On September 13, 2017, Ms. Anagha Neelakantan, the Asia Programme Director at the International Crisis Group, had told Al Jazeera that there was no clear ideology underpinning the group's actions. "From what we understand the group is fighting to protect the Rohingya and not anything else," she said. Neelakanthan told Al Jazeera that she was unclear as to how many fighters the group currently has, Neelakantan explained, adding that there was "no evidence that ARSA has any links to local or international Jihadist groups, or that their aims are aligned". 

Amnesty given Access to Northern Rakhine

Since 25 August 2017, the government Myanmar had blocked access to northern Rakhine State by the UN and most other humanitarian actors. The International Committee, International Federation, and Myanmar Red Cross Society were permitted to work, although they faced delays and restrictions as well as enormous logistical challenges in reaching populations in need. They made repeated requests to the government for grant of access to the communities in need in Rakhine state. It was only on 6 November, the World Food Programme was able to resume food aid to Rohingya and non-Rohingya communities through the government but with no staff access to monitor distribution directly.

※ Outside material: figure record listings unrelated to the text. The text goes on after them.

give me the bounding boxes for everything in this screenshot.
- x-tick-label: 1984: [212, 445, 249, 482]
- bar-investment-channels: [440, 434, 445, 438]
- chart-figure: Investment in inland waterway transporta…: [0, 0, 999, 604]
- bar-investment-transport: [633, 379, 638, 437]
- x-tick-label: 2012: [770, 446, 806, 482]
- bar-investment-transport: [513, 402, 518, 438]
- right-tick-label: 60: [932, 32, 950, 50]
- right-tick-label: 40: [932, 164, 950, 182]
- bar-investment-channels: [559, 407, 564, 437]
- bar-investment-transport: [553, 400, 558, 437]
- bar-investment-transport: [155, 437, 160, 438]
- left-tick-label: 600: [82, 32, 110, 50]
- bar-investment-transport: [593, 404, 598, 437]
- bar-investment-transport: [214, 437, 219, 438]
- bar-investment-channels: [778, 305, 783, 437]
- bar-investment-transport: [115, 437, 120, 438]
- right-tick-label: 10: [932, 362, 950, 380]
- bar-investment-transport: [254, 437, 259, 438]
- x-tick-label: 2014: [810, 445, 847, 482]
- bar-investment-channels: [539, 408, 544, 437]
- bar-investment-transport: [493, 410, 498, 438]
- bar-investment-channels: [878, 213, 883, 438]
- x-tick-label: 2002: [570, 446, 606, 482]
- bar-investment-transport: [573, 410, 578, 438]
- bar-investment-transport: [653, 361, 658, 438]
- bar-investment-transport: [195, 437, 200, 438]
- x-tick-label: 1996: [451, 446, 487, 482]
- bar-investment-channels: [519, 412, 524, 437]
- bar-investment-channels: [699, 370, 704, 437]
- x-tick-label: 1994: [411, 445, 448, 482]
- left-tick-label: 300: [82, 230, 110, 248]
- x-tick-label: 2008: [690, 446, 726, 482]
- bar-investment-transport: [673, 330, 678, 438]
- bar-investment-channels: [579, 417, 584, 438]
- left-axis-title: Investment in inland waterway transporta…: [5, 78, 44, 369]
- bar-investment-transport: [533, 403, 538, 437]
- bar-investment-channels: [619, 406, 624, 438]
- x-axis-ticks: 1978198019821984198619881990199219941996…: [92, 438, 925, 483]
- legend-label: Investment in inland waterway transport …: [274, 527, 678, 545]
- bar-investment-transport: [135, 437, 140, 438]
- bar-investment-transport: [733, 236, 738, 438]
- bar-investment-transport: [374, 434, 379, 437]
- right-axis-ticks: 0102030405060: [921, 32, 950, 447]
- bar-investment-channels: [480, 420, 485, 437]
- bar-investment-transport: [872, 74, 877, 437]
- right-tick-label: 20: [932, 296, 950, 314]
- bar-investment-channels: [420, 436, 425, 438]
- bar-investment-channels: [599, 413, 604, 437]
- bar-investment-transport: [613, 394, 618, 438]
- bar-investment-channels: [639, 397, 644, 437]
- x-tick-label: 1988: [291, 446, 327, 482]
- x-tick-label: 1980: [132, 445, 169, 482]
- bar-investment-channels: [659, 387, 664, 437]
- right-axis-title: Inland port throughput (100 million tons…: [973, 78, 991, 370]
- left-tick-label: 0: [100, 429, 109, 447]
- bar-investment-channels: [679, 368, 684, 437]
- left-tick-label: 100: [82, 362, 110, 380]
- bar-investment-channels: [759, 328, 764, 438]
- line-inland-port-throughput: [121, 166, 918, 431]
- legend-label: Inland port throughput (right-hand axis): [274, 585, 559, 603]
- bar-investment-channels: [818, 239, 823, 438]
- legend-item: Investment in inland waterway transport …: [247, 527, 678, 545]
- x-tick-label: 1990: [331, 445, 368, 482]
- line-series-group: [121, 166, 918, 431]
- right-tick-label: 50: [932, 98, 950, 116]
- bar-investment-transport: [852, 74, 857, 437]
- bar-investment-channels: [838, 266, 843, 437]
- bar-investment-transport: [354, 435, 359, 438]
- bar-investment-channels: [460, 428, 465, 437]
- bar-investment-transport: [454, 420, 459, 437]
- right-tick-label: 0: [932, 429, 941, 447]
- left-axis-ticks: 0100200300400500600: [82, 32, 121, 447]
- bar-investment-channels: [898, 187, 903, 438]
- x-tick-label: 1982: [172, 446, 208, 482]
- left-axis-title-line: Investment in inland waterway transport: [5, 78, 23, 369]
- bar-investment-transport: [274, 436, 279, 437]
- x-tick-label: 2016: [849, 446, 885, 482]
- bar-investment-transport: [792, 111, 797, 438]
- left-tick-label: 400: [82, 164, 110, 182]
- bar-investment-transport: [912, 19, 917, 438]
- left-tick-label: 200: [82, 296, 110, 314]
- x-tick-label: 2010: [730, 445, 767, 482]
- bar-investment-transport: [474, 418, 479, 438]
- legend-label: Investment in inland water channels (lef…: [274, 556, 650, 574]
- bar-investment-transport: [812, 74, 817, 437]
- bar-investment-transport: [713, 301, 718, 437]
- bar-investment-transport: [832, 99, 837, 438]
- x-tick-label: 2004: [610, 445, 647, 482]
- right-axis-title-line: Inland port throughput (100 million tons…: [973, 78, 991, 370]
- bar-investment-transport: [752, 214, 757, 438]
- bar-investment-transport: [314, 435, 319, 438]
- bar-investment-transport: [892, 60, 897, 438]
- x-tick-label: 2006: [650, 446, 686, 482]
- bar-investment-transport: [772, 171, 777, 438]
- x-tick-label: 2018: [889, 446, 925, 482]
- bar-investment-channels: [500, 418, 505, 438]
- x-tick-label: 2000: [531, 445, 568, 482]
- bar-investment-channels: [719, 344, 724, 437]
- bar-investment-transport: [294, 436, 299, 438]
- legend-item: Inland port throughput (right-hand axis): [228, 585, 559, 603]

Yet Amnesty International claims that it was able to send its investigators to Yangon and Sittwe and talk to the survivors independently. Ashley S. Kinseth a human rights lawyer who worked with a humanitarian NGO in Rakhine and had lived in Rakhine for several months before the August 25 ARSA attack, was told to move out on August 24 by the government. She has said that in Myanmar all movements were restricted and monitored by the army and security forces. Amnesty claims that their investigators met some of these women in Sittwe. Amnesty has not disclosed how they got access to these women and other witnesses to Sittwe. We have also not been told whether Amnesty team examined the three or four graves/pits from which the bodies were recovered and whether those narrow graves/pits could hold so many bodies. It is important for Amnesty International to clearly state its position on the graves/pits, as the photos of the mass graves or pits were publicized by Myanmar army and they exist in the public domain. Adam Larson of The Indicter Magazine had collected and analyzed the photos of the graves to assess whether so many bodies could have been buried in those narrow graves.

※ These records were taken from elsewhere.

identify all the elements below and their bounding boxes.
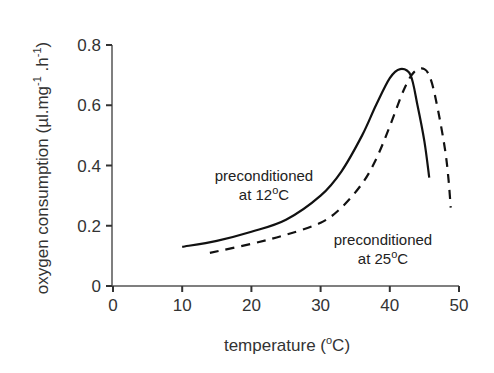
x-tick-label: 50 [450, 296, 469, 315]
y-axis-title: oxygen consumption (µl.mg-1 .h-1) [31, 42, 52, 294]
series-12c-line [182, 69, 429, 247]
x-tick-label: 20 [242, 296, 261, 315]
line-chart: 0102030405000.20.40.60.8 preconditioneda… [0, 0, 494, 373]
y-tick-label: 0.2 [77, 217, 101, 236]
annotation-line1: preconditioned [334, 231, 432, 248]
annotation-line2: at 25oC [358, 248, 409, 267]
series-25c-line [210, 68, 451, 252]
annotation-line2: at 12oC [239, 184, 290, 203]
x-tick-label: 10 [173, 296, 192, 315]
y-tick-label: 0.6 [77, 96, 101, 115]
annotations: preconditionedat 12oCpreconditionedat 25… [215, 167, 432, 267]
x-tick-label: 40 [380, 296, 399, 315]
y-tick-label: 0.4 [77, 157, 101, 176]
x-tick-label: 30 [311, 296, 330, 315]
x-tick-label: 0 [108, 296, 117, 315]
y-tick-label: 0.8 [77, 36, 101, 55]
series-lines [182, 68, 450, 252]
annotation-line1: preconditioned [215, 167, 313, 184]
y-tick-label: 0 [92, 277, 101, 296]
x-axis-title: temperature (oC) [224, 334, 350, 355]
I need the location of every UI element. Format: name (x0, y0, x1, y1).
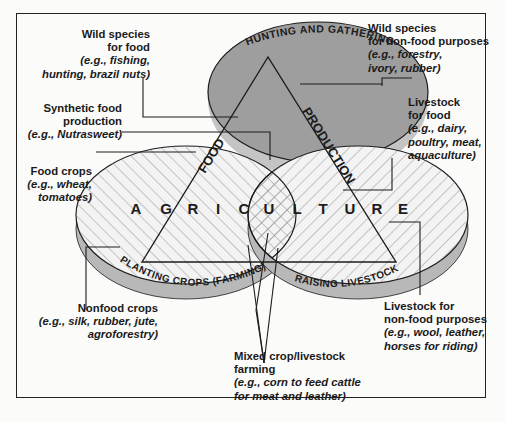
label-livestock-nonfood: Livestock for non-food purposes (e.g., w… (384, 300, 494, 353)
svg-text:R: R (188, 200, 199, 217)
label-wild-species-food: Wild species for food (e.g., fishing, hu… (40, 28, 150, 81)
label-nonfood-crops: Nonfood crops (e.g., silk, rubber, jute,… (22, 302, 158, 342)
svg-text:G: G (160, 200, 172, 217)
svg-text:U: U (264, 200, 275, 217)
svg-text:A: A (131, 200, 142, 217)
svg-text:L: L (292, 200, 301, 217)
svg-text:C: C (239, 200, 250, 217)
svg-text:E: E (398, 200, 408, 217)
label-food-crops: Food crops (e.g., wheat, tomatoes) (18, 165, 92, 205)
label-synthetic-food: Synthetic food production (e.g., Nutrasw… (22, 102, 122, 142)
label-mixed-farming: Mixed crop/livestock farming (e.g., corn… (234, 350, 394, 403)
label-livestock-food: Livestock for food (e.g., dairy, poultry… (408, 96, 504, 162)
svg-text:R: R (372, 200, 383, 217)
svg-text:U: U (345, 200, 356, 217)
svg-text:I: I (216, 200, 220, 217)
svg-text:T: T (318, 200, 327, 217)
label-wild-species-nonfood: Wild species for non-food purposes (e.g.… (368, 22, 498, 75)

According to Larson all three graves/pits were remarkably small in area, or narrow – one body wide at most. He concluded that to hold 12, 16, and 17 corpses each, as reported by Myanmar army, these had to be very deep, almost like well shafts. The bodies had to be piled in vertically, perhaps three bodies across and several layers deep.

Furthermore, the way each of the pits were tucked into the edge of the brush, it suggested that the killers wanted these to stay hidden. If it weren’t for the survivors’ tips, they might have never been found. These were found by Myanmar army after the Hindu survivors gave them the location. Yet all the women in their statements have claimed that the black clad Rohingya killers had tied up the captured men and women away from the village to kill and burry the bodies in some place which they did not see (click HERE).

Amnesty International’s regional director James Gomez needs to look into this chain of contradictions. It is important to remember that an evolving story that adapts to shifting public perception is a sign of repeated falsification. Sloppy accusations of brutal killing of Hindus and Buddhists against ARSA, betray intuitive attachment to a country performing violence rather than empathy for those on its receiving end.